## Source material
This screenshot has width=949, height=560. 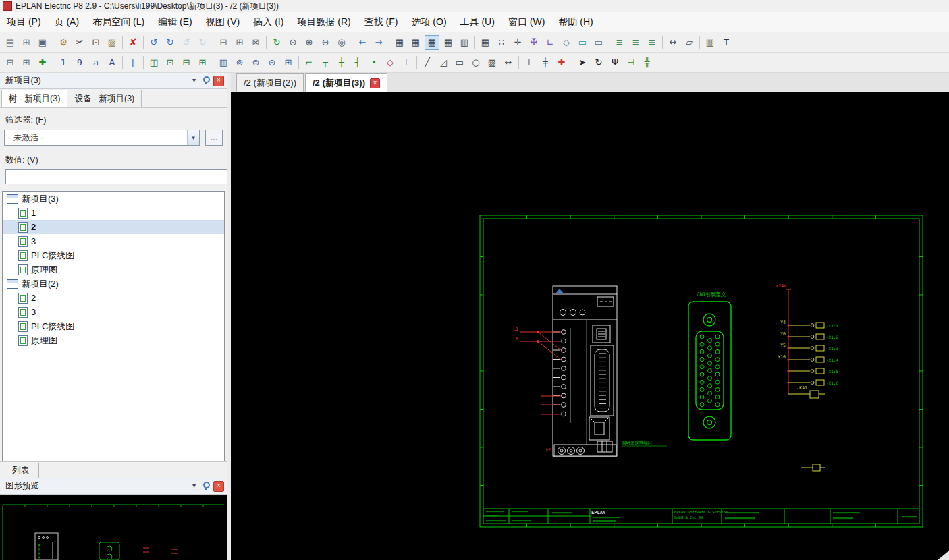 I want to click on graphic-rectangle-icon: ▭, so click(x=460, y=63).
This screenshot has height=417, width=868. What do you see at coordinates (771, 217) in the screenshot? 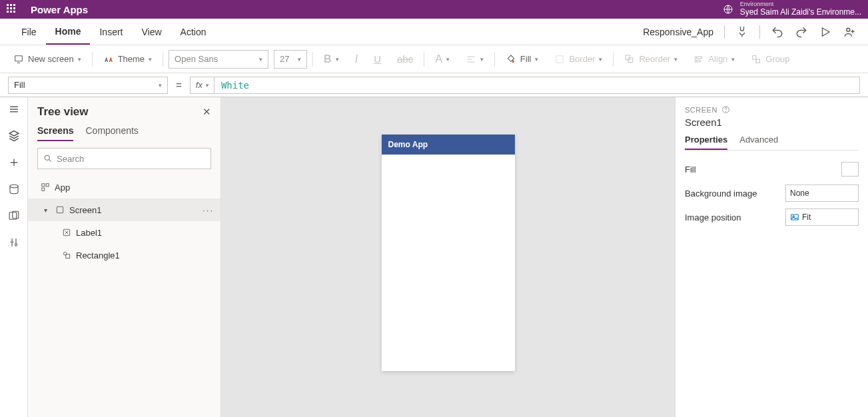
I see `prop-row-img-pos: Image position Fit` at bounding box center [771, 217].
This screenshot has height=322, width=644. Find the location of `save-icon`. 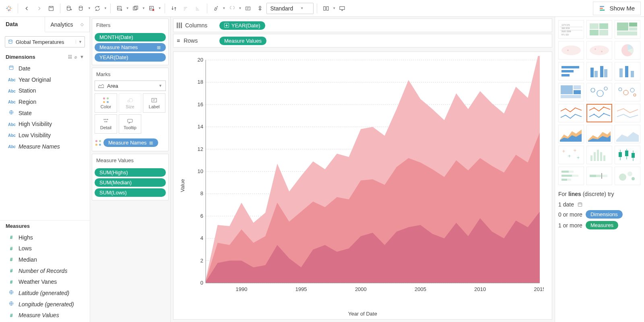

save-icon is located at coordinates (51, 8).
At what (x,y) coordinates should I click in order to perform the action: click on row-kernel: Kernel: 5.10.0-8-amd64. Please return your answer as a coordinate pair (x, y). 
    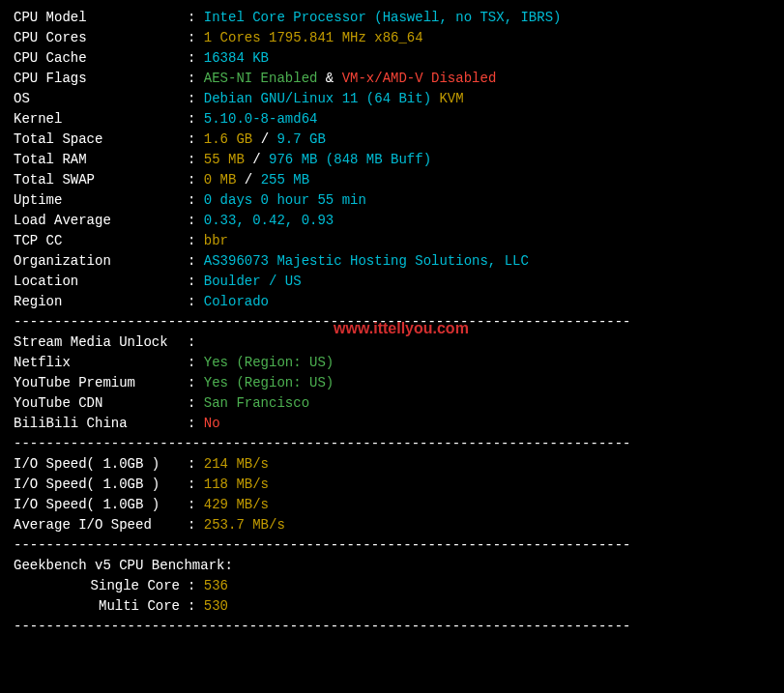
    Looking at the image, I should click on (392, 120).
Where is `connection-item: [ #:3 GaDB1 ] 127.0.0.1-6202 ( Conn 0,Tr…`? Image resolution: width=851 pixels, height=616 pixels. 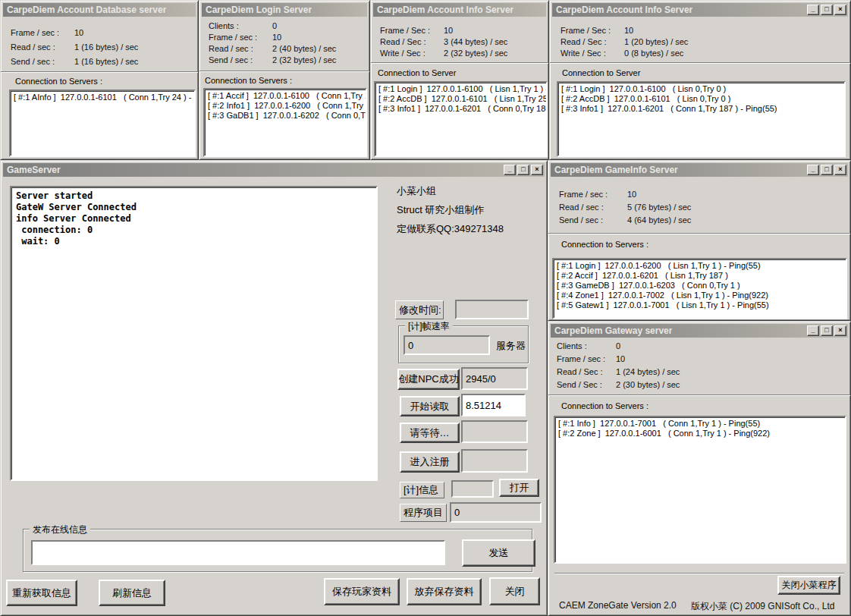 connection-item: [ #:3 GaDB1 ] 127.0.0.1-6202 ( Conn 0,Tr… is located at coordinates (286, 115).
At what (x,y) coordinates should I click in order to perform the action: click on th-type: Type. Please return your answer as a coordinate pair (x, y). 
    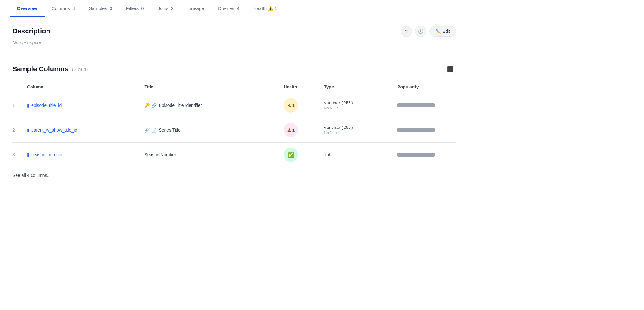
    Looking at the image, I should click on (360, 87).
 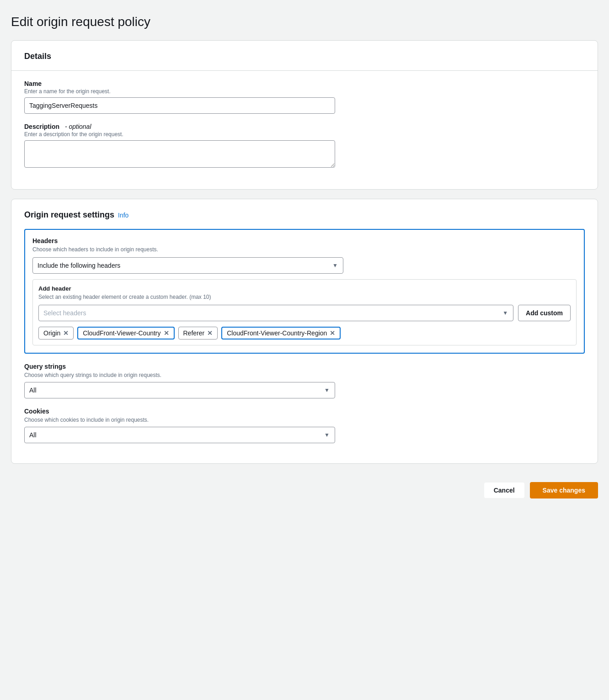 I want to click on tag-referer-label: Referer, so click(x=194, y=333).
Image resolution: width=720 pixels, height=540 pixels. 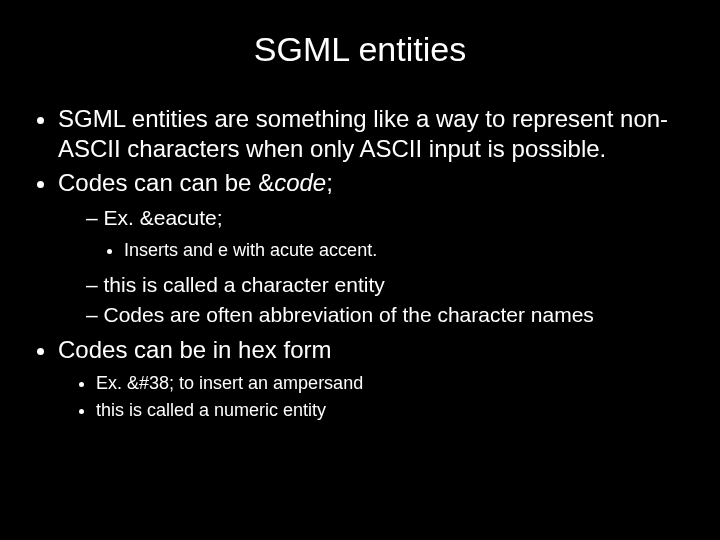 What do you see at coordinates (374, 134) in the screenshot?
I see `bullet-item: SGML entities are something like a way t…` at bounding box center [374, 134].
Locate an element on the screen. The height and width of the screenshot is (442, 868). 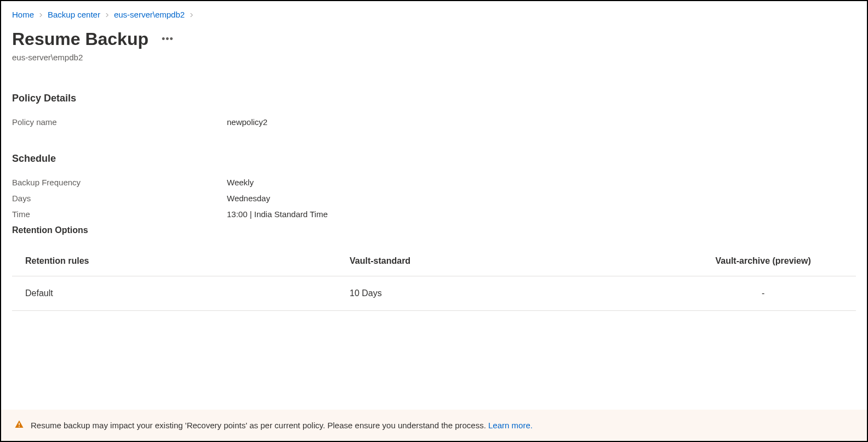
breadcrumb: Home Backup center eus-server\empdb2 is located at coordinates (434, 14).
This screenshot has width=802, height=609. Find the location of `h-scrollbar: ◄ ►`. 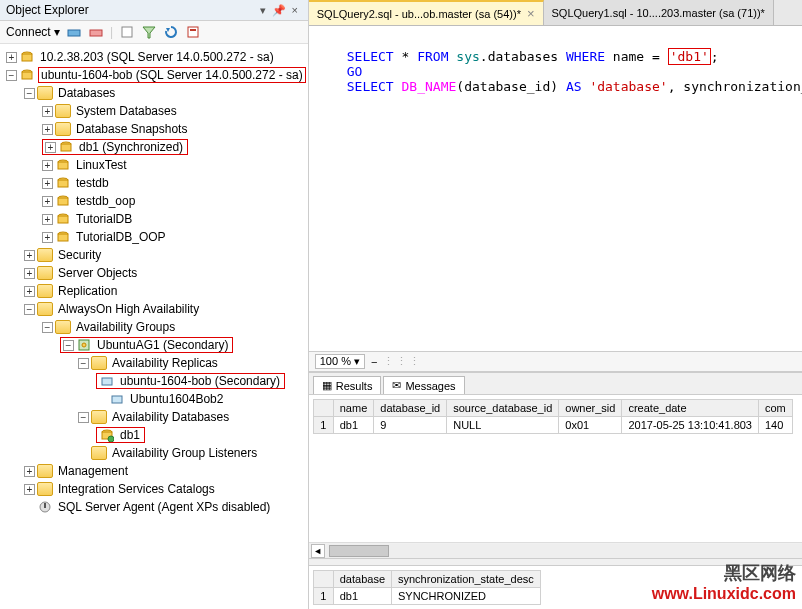

h-scrollbar: ◄ ► is located at coordinates (556, 550).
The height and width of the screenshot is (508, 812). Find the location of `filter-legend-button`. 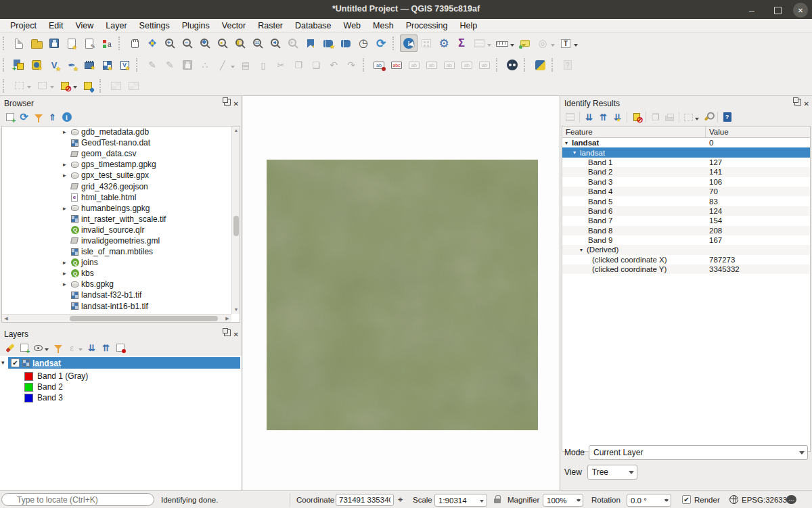

filter-legend-button is located at coordinates (58, 348).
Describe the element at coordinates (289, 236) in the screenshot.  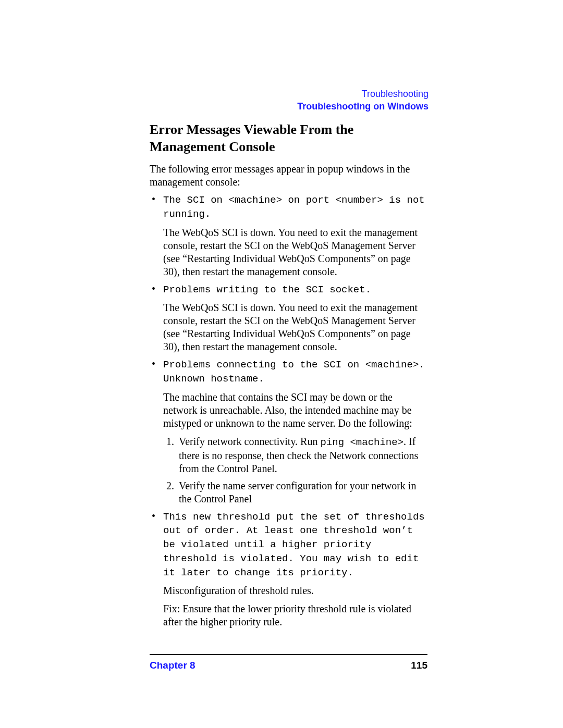
I see `error-item: The SCI on <machine> on port <number> is…` at that location.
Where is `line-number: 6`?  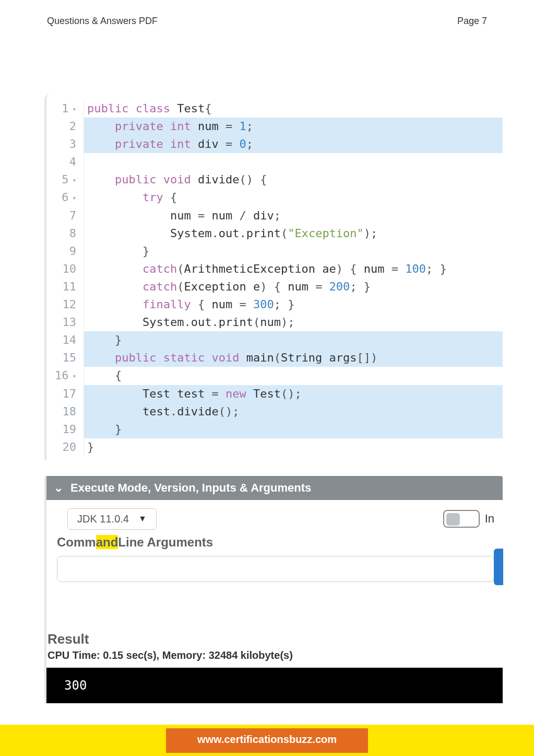
line-number: 6 is located at coordinates (65, 197).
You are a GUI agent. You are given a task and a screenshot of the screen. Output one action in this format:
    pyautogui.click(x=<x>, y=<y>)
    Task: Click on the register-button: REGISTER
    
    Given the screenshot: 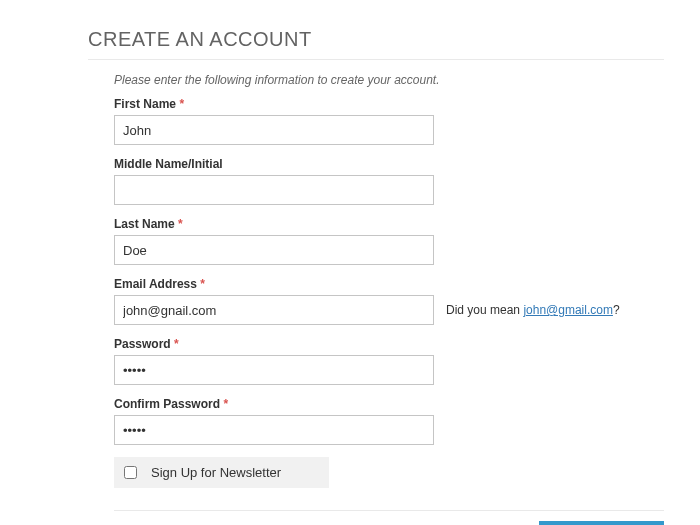 What is the action you would take?
    pyautogui.click(x=602, y=523)
    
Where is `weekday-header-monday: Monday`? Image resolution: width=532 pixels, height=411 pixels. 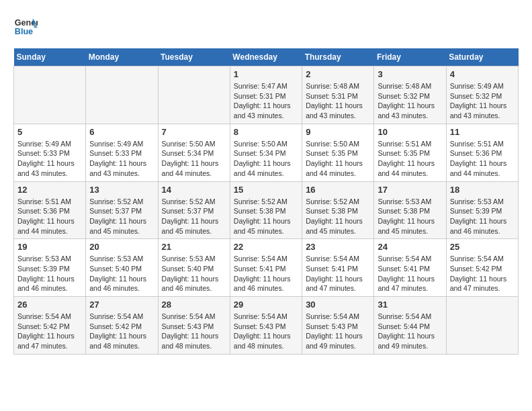 weekday-header-monday: Monday is located at coordinates (122, 58).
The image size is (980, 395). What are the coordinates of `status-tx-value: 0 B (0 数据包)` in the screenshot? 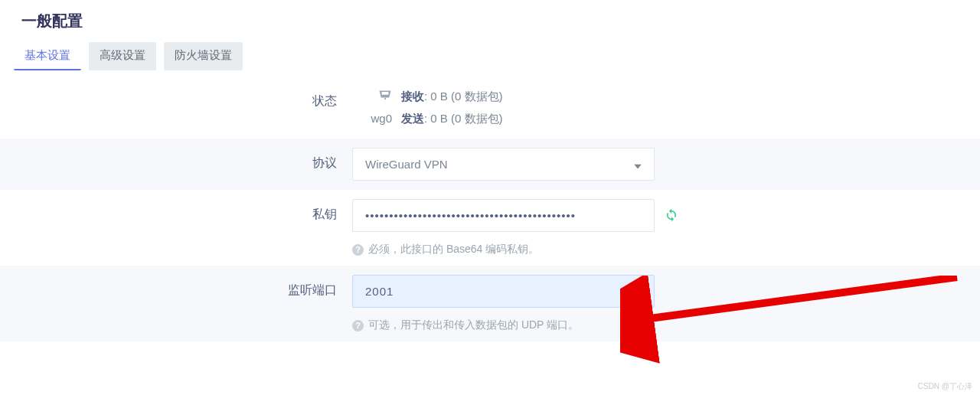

## Task statement
Given the entries above, transcribe exactly the lines from the one holding "Describe the element" through the one holding "You are a GUI"; pictures do not belong in the transcription.

## Your solution
Describe the element at coordinates (289, 236) in the screenshot.  
I see `error-item: The SCI on <machine> on port <number> is…` at that location.
Where is `line-number: 6`?  
line-number: 6 is located at coordinates (65, 197).
You are a GUI agent. You are given a task and a screenshot of the screen. Output one action in this format:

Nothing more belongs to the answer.